Staff Reporter

The impact of the COVID-19 pandemic on education is far from over, according to St Martin’s School principal Warren Venter, who warned that liquidating the deficit as soon as possible to protect an entire generation from “dangerous regression”.

He said the learning deficits were worse in mathematics and literacy.

Recently, South Africans were shocked to learn that Grade 4 learners struggled to read with meaning. The 2021 results of the Progress in International Reading and Literacy Study (PIRLS) were recently published and indicated that 81% of South Africa’s grade 4 learners are unable to read for meaning.

But Venter said that the problem stretches through to matriculants, too, and that a direct line can be drawn between much of the country’s reading with meaning challenges and the pandemic.

Venter, who is the principal of St Martin’s School, one of the country’s reputable private schools, said that as a remedy to the challenges brought about by the pandemic, the school developed personalised ‘catch-up’ curricula for learner sets that were identified as somewhere on the spectrum of an education deficit.

Venter said that the school has developed compulsory intra and extra-mural sessions across all grades to address gaps in education, including addressing learners’ ability to focus and function effectively within a scholastic environment.

“It’s a programme that I feel all schools must adopt to avoid a problem that could recur as each learner progresses to successive grades. It has to be nipped in the bud, because South Africa cannot afford to graduate students with unsuitably developed skills. The knock-on effect on future growth could be dire,” Venter warned.

Venter noted three primary reasons for the lag. “While there was no alternative, online learning became the go-to for families. It played a crucial role, but anecdotal evidence suggested that students were struggling to focus. Online learning is usually paired with multi-tasking and attention and focus on the subject matter being taught often lacked the intensity required.”

He also listed social media as a thorn in learning’s side. “It proved to be a massive distraction during the pandemic, and it continues to be an attention segue for students today,” he said. It then translated to the classroom as lockdown restrictions waned, creating challenges in concentration, reading and digestion of learning materials.

It’s been just over a year since South Africa lifted all lockdown restrictions, and Venter said that understanding the enormous impact of the pandemic has only recently started to surface.

“Intervention is the only way to assess, understand and remedy a situation. Notwithstanding other challenges, the deficit hangover could become one of the biggest crises in education in the country’s history. Addressing it through individualization and group remedy is the only path ahead,” he said.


> [Problem details]:
Go through the records underneath and count the lines that include the string "Everyday". Give nothing but the number.

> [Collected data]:
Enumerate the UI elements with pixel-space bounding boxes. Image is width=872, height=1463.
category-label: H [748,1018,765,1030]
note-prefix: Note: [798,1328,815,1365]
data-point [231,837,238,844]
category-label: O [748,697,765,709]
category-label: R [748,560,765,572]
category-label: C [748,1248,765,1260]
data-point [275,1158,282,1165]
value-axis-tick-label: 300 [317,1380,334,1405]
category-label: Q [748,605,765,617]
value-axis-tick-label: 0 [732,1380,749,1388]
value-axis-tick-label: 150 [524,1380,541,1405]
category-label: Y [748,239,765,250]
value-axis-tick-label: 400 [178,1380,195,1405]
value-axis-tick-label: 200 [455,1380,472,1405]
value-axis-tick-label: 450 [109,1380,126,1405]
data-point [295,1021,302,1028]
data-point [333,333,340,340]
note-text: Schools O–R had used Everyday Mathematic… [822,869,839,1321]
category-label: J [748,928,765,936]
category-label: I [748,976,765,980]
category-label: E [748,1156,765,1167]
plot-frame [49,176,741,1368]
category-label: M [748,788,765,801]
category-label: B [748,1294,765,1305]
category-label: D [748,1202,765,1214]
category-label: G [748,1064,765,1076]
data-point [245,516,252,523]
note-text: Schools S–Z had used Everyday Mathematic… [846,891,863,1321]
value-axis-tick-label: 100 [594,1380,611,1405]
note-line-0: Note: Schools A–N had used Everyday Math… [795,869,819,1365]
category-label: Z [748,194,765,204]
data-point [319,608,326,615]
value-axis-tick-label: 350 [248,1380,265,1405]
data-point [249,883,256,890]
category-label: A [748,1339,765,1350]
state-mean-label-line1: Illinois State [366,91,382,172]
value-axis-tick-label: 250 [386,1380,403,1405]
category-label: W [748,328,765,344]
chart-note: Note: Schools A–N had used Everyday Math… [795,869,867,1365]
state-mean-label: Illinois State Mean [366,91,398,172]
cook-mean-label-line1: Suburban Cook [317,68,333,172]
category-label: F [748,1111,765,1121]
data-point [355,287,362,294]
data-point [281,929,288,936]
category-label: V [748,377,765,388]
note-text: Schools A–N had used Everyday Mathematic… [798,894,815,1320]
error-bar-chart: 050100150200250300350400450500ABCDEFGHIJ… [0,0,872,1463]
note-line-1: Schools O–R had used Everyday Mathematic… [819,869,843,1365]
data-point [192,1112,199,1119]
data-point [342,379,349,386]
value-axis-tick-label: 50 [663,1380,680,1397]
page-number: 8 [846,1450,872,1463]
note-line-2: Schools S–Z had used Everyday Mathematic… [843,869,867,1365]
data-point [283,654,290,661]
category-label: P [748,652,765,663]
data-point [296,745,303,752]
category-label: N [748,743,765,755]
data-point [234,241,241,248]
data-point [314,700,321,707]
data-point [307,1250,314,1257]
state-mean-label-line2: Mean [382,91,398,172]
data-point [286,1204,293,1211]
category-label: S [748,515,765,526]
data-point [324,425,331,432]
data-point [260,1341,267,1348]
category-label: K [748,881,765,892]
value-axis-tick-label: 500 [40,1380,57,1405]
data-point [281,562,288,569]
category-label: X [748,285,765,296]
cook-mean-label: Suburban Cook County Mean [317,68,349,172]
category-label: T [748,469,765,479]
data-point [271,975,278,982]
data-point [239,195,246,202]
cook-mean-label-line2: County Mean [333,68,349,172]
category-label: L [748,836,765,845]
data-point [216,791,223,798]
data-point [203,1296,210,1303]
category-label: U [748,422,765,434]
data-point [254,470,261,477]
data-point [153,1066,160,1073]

* * *

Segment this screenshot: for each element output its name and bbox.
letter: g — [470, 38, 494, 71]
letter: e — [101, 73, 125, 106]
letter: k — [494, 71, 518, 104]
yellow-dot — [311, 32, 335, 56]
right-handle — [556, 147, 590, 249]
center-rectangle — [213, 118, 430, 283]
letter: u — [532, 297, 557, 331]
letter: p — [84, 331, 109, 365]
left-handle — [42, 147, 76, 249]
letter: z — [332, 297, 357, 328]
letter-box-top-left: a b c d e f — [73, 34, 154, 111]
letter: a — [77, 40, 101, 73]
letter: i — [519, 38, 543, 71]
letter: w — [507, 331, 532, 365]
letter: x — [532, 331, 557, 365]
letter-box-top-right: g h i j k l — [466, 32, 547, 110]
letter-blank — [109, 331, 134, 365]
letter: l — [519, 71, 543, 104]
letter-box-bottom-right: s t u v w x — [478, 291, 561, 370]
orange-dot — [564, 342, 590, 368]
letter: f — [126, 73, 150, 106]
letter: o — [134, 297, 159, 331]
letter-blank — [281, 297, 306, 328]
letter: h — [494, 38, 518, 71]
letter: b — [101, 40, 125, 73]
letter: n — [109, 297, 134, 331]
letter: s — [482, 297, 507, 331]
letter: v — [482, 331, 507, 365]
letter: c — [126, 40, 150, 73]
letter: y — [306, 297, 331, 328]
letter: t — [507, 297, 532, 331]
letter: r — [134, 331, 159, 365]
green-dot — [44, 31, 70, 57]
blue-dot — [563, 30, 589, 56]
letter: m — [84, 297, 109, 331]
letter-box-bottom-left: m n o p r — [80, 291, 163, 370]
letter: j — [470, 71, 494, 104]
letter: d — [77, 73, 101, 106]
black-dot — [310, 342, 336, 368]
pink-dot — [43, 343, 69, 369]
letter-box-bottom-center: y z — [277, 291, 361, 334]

* * *

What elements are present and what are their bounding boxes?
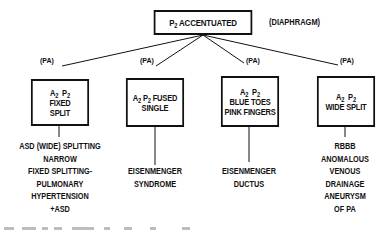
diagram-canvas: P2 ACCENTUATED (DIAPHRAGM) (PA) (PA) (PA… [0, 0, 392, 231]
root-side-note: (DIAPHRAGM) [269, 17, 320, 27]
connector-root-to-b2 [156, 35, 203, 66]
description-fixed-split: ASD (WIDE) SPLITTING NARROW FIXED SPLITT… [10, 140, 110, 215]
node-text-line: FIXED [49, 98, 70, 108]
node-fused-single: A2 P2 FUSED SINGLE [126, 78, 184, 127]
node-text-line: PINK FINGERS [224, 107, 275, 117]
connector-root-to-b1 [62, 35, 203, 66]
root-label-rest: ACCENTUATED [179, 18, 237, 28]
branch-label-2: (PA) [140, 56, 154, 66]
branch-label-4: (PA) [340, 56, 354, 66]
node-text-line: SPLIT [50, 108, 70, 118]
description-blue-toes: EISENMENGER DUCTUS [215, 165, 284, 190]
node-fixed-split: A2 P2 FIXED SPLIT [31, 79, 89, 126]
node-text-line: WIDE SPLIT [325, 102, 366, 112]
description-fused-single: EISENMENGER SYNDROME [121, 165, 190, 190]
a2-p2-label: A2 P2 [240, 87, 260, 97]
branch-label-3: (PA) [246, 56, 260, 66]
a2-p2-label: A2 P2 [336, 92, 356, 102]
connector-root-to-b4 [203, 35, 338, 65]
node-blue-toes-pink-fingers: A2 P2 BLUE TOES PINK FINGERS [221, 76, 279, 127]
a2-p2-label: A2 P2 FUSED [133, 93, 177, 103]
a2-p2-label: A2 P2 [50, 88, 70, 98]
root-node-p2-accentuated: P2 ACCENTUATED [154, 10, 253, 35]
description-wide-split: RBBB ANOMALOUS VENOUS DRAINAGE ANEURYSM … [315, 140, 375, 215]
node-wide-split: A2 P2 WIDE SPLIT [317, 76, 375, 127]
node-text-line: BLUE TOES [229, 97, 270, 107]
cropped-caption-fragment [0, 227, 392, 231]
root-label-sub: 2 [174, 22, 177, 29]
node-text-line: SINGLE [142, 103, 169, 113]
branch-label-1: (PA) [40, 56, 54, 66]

> [Exercise response]:
7